The real issue is the perennial support establishment has provided PPP going back to Yahya days. Without this support, PPP will melt away within an election cycle.
Agree which is why the PPP Is kept alive by the Pakistani political establishment and their overlords the "neutrals" which uses PPP and their local henchmen (waderas and other corrupt figures in the business, media, clergy etc.) as loyal "soldiers" on the ground to do their bidding and control this part of Pakistan (Sindh). Not much different from how the Sharif's and their party operates in Punjab. Sindh is just the epitome of this corruption and "arrangement".
If anything Sindh (along with Balochistan) and arguably areas of KPK is in need of support/help from Islamabad and Rawalpindi and the Pakistani state as a whole and its institutions, instead people in those provinces are left to their own and in the hands of their local oppressors/corrupt people.
This on the other hand and more worryingly (in particular in Balochistan) creates antipathy/hatred towards the Pakistani state which fails in its duty (in their eyes and rightly so in many ways) to help those very same people and this way the cohesion of Pakistan suffers as a whole.
Not only that PPP is using (at least fractions within that useless party) ethnicity and the legitimate plights of Sindhi people and tries to gain a monopoly and act like saviors of Sindhi people.
Their rhetoric in Sindhi is often very different from the one they use in Urdu when using Urdu.
In fact this is just cheap political rhetoric to a mostly ignorant (in many ways deliberately kept ignorant) local Sindhi populace, in particular in rural Sindh in regards to PPP and lack of other options.
So PPP of today (they were not always this bad) is just a consequence of the overall state of Pakistan and its institutions and the idea that Sindhis alone should revolt and change status quo makes little sense to me, as the betterment of Pakistan can only occur if the entire country is onboard and most importantly Pakistani state institutions ensure that there is judicial justice, law and order, much less corruption, functional government services etc.

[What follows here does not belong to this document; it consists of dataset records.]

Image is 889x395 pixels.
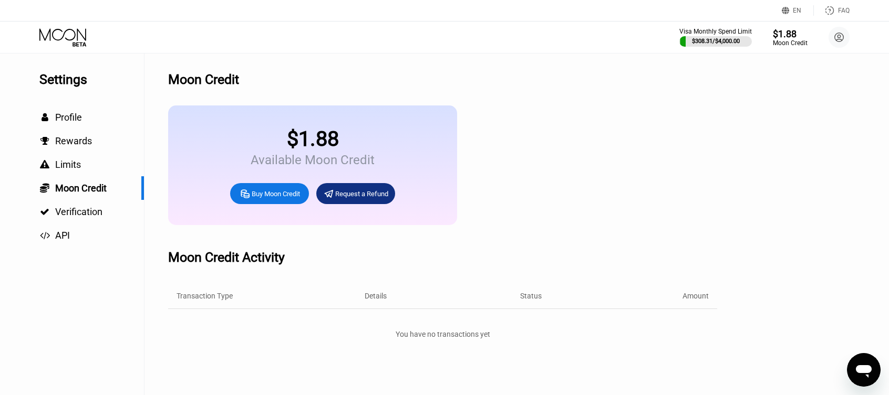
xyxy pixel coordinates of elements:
div: Visa Monthly Spend Limit$308.31/$4,000.00 [679,28,751,47]
div: $1.88 [250,127,374,151]
div: Status [520,292,541,300]
span:  [40,160,49,170]
span: Limits [55,159,81,170]
span:  [40,231,50,241]
div: $308.31 / $4,000.00 [692,38,739,45]
div: Visa Monthly Spend Limit [679,28,751,35]
span: Profile [55,112,82,123]
div:  [39,183,50,193]
div: Buy Moon Credit [252,190,300,198]
div: Buy Moon Credit [230,183,309,204]
iframe: Button to launch messaging window [847,353,880,387]
div:  [39,160,50,170]
div:  [39,113,50,122]
div: Details [364,292,386,300]
div:  [39,207,50,217]
span:  [40,183,49,193]
span:  [40,137,49,146]
div: Request a Refund [316,183,395,204]
span: Rewards [55,135,92,147]
div: Moon Credit [772,39,807,47]
div: Moon Credit [168,72,239,87]
span: API [55,230,70,241]
div: EN [792,7,801,14]
div: Available Moon Credit [250,153,374,168]
div: You have no transactions yet [168,325,717,344]
div: $1.88 [772,28,807,39]
div: Amount [682,292,708,300]
div: Transaction Type [176,292,233,300]
div: FAQ [813,5,849,16]
span: Verification [55,206,102,217]
div:  [39,137,50,146]
span:  [40,207,49,217]
div: Settings [39,72,144,87]
div: FAQ [838,7,849,14]
span:  [41,113,48,122]
div: Request a Refund [335,190,388,198]
div: EN [781,5,813,16]
div: $1.88Moon Credit [772,28,807,47]
div:  [39,231,50,241]
div: Moon Credit Activity [168,250,285,265]
span: Moon Credit [55,183,107,194]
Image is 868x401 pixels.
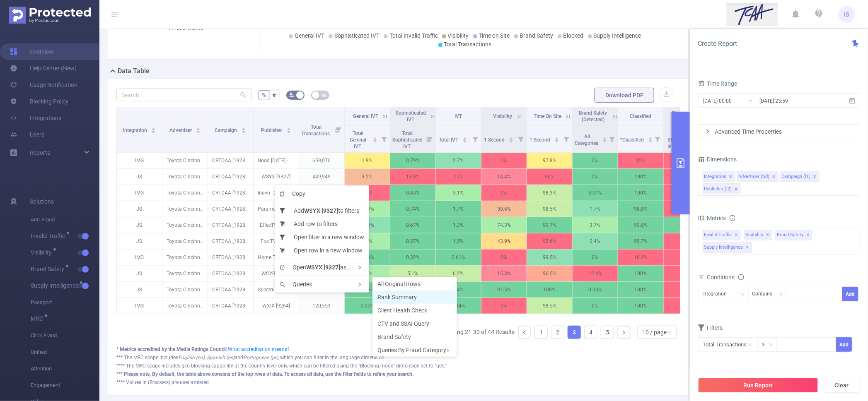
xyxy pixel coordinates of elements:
span: Campaign [215,128,239,133]
li: Add row to filters [275,217,369,231]
div: Publisher (l2) [704,184,732,195]
button: Add [842,287,859,301]
p: IMG [117,153,162,169]
div: Sort [647,137,653,141]
p: 99.5% [527,250,572,265]
span: Passport [31,294,100,311]
span: Brand Safety [520,32,553,39]
p: 17% [436,169,481,184]
i: icon: close [771,175,775,180]
p: 0.27% [390,234,436,250]
p: CRTDAA [192860] [208,234,253,250]
i: icon: caret-down [151,130,155,133]
p: CRTDAA [192860] [208,250,253,265]
div: Queries By Fraud Category [372,344,457,357]
p: 0% [663,298,709,314]
button: Clear [824,378,859,393]
p: 97.5% [481,282,527,297]
i: icon: table [322,93,326,97]
p: CRTDAA [192860] [208,153,253,169]
p: 1.9% [345,153,390,169]
p: 99.7% [527,217,572,233]
i: icon: caret-down [242,130,246,133]
span: MRC [31,316,46,322]
p: 30.6% [481,201,527,217]
p: 98.8% [618,201,663,217]
span: IS [844,6,849,23]
i: icon: right [446,348,450,353]
p: 0% [481,298,527,314]
p: 0% [481,153,527,169]
div: icon: rightAdvanced Time Properties [698,125,859,139]
div: *** The MRC scope includes and , which you can filter in the language dimension. [116,354,680,362]
span: Total General IVT [350,130,367,150]
a: 1 [534,326,547,339]
button: Download PDF [594,88,654,103]
p: 95.6% [527,234,572,250]
p: Toyota Cincinnati [4291] [162,298,207,314]
p: 14.4% [481,169,527,184]
li: Campaign (l1) [780,171,819,182]
p: Fox TV [5369] [253,234,299,250]
div: Integration [702,287,733,301]
p: 16.2% [618,250,663,265]
i: icon: info-circle [738,275,744,280]
p: 100% [618,298,663,314]
p: WSYX [9327] [253,169,299,184]
p: 449,949 [299,169,345,184]
div: Contains [752,287,779,301]
li: 4 [584,326,597,339]
p: CRTDAA [192860] [208,266,253,282]
li: 1 [534,326,548,339]
p: CRTDAA [192860] [208,282,253,297]
span: General IVT [353,114,378,119]
p: IMG [117,250,162,265]
p: 98.5% [527,201,572,217]
p: 0% [663,169,709,184]
a: 4 [585,326,596,339]
p: 0.01% [572,185,618,201]
span: 1 Second [529,137,551,143]
p: 1.3% [436,217,481,233]
i: icon: bg-colors [289,93,294,97]
i: Filter menu [469,126,481,152]
i: icon: search [279,282,289,287]
span: ✕ [746,242,749,253]
div: Sort [462,137,467,141]
p: Toyota Cincinnati [4291] [162,185,207,201]
img: Protected Media [9,6,91,24]
span: Click Fraud [31,327,100,344]
li: Showing 21-30 of 44 Results [441,326,514,339]
span: Brand Safety [377,334,411,341]
p: WXIX [9264] [253,298,299,314]
span: Visibility [493,114,512,119]
p: 0% [572,169,618,184]
i: Filter menu [424,126,436,152]
span: Invalid Traffic [702,230,741,241]
div: Sort [509,137,513,141]
span: Time On Site [534,114,561,119]
span: Supply Intelligence [31,283,81,289]
p: 0.67% [390,217,436,233]
span: Client Health Check [377,308,427,314]
i: icon: caret-down [286,130,290,133]
i: icon: down [769,342,774,348]
p: 100% [618,266,663,282]
p: 43.9% [481,234,527,250]
p: 3.2% [345,169,390,184]
p: 15% [618,153,663,169]
i: icon: caret-down [463,139,467,141]
i: icon: caret-up [373,137,377,139]
span: All Original Rows [377,281,421,287]
li: Open row in a new window [275,244,369,257]
span: Create Report [698,40,737,48]
p: JS [117,217,162,233]
span: Visibility [448,32,469,39]
li: 2 [551,326,564,339]
span: Time on Site [479,32,510,39]
span: Visibility [31,250,55,256]
span: 1 Second [483,137,505,143]
i: icon: caret-up [554,137,559,139]
i: icon: down [779,292,783,297]
input: Search... [116,88,252,101]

The key to all this is obviously education and a more informed/educated local electorate. However this does not happen overnight and this is exactly what the waderas and the Pakistani elites does not want to occur as that would damage their firm grip on the country.
Of course locals in Sindh have a degree of blame, no doubt about this, but the solution lies elsewhere as I wrote as well as the main responsibility.